Climate Camp: where now?

Submitted by Newcastle on 10 September, 2009 - 11:09 Author: By Jordan Savage

Climate Camp 2009. Location: Blackheath. Target: Global Capitalism. The site for this year’s Climate Camp was chosen because there have been proposals for part of Blackheath to be adapted into a horse-racing track for the 2012 Olympics.

This would mean permanent loss of common land and destruction of one of London’s few green spaces. At the top of Lewisham Hill, Blackheath has a view of the City of London, always on the horizon, supposedly as a reminder to campers that the enemy, big business, is never far away.

Climate Camp has always been an anti-capitalist, largely anarchist, movement and the choice of this location was part of an attempt to move away from liberal, NGO-centred approaches to stopping climate change, and to reiterate the sentiment that as long as capitalism is buying and selling us and our land in the endless pursuit of profit, climate change cannot be effectively stopped.

There is no fault in that sentiment per se. Capitalism is indeed the enemy and, if climate change is to be stopped, if it can be stopped, it will be stopped by radical social change, by workers banding together and refusing to go on working in industries that are killing the planet, and developing new sustainable industries — that is a worker-led transition to a zero-carbon economy.

What this year’s Climate Camp was missing was any real way into the local community, any connection to grass-roots struggle. The day of action, as lively and colourful as ever, was focussed around six climate change targets with centres in the city. All that activists were really able to achieve through their actions were a series of dynamic publicity stunts.

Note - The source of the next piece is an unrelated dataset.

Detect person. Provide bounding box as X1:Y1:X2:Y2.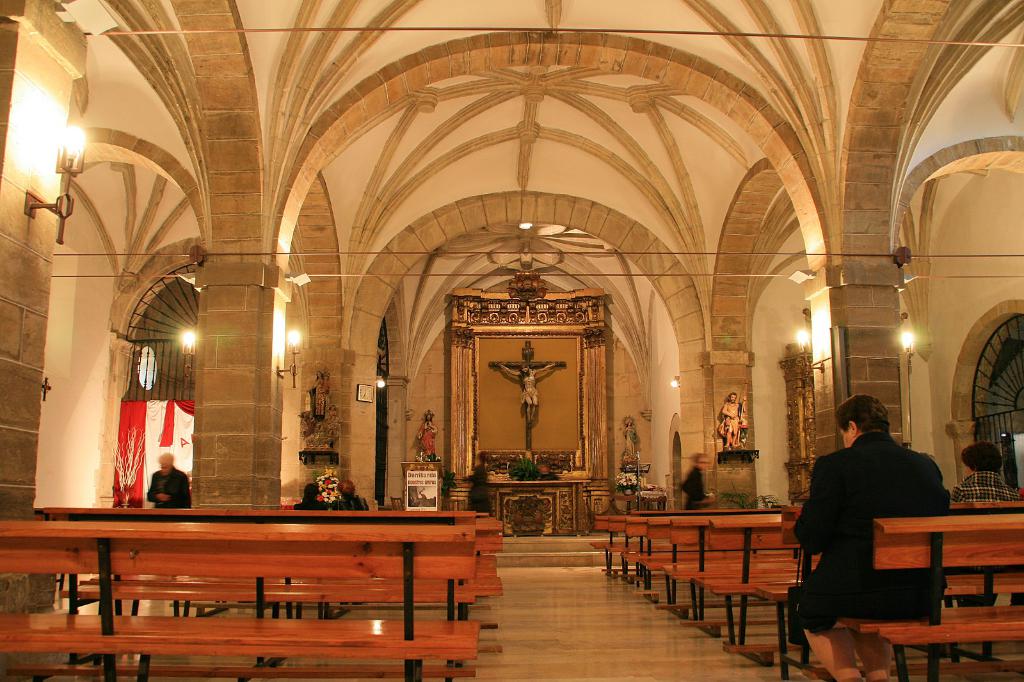
617:413:637:468.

Anything that makes the general public more aware of the impact that our capitalist economy has on the environment is important, indeed necessary. But this kind of stunt is necessarily a flash in the pan. To give it the name “direct action” is even a misuse of a term that originally meant providing a direct solution to a problem; standing naked in the window of E.On Spin company Edelman PR, for example, is a good way to attract attention, but it does not actually solve anything.

Even within the camp this year, activists were beginning to grumble that there was “too much of a festival atmosphere”. There was a tendency to ascribe this to the absence of police — without the siege mentality that they brought out last year, it was harder to keep up an aggressive energy. Just being able to run the camp in the open felt like a victory — and never mind the politics of climate change. In fact, the unfocussed atmosphere of the camp owed more to the fact that there was no real target here, no opportunity for a sustainable, ongoing struggle embedded in the local community.

At Heathrow and at Kingsnorth, both sites of previous camps, there were real battles to be fought, against airport expansion and against the development of a new generation of coal-fired power stations. If Climate Camp is to become more than a festival of skill-sharing for activists and a media awareness week, it needs this kind of grounding in reality. More than that, Climate Camp needs to focus itself around practical means to change; linking up with local struggles for a brief time only leaves local activists feeling abandoned when a new target emerges. Careful groundwork must be done within communities to make certain that the fight for a green economy really takes hold, and is led by the community.

It must not become the case that the general public think that Climate Camp activists will save the world for them. Rather, we must see the dissemination of ecological politics, mass democratic organising and imaginative action into local communities and the labour movement, so that long after the fair has left town, a real fight, to defeat climate change and to take back the power from capitalism, is left behind it gathering strength. This way, a spirit of solidarity will be engendered, at home and internationally. Climate Camp has got the heart, it has got the energy; with a real effort to engage systematically with local communities, we will find the means to win real social change on an ecological agenda.

Bob Sutton comments:

I’ve read the above article and had many conversations with people post climate camp and at Vestas on this topic. I think the answer as to “where next for the climate camp?” boils down the answer; root your fight to change the world in a politics of solidarity.

I felt the Workers’ Climate Action workshops and the contribution to discussions made by WCA activists at the camp were successful in raising such a politics, fighting class politics, and have been very important in shaping the ongoing debate as to where things are going.

However I am also writing as member of Workers’ Liberty. How a tendency like the AWL relates to wider networks like WCA is a question that remains very much to be resolved. There is some apprehension within the climate change movement of WCA and that it is being used as a front. Amongst some, this can be attributed to what is essentially animosity towards working-class politics, indeed any politics, and a defensiveness of some fairly effete forms of activism. However there are many who are keen that [something like] WCA grow and develop who remain wary of getting involved, often informed by a history of being burned by unilateralist sectarian behaviour on the part of Trotskyist groups.

It is undeniably true that over this summer period many of the people who have been most active and visible in WCA, at Vestas and at the camp, have been AWL members. However at times we have been taken up for using WCA as a flag of convenience.

The WCA Conference is an opportunity to build on the work already done in developing a cohesive network and set of ideas to fight class struggle ecology. AWL members should participate in this on the understanding that we have a lot to learn from as well as a lot to contribute to this network.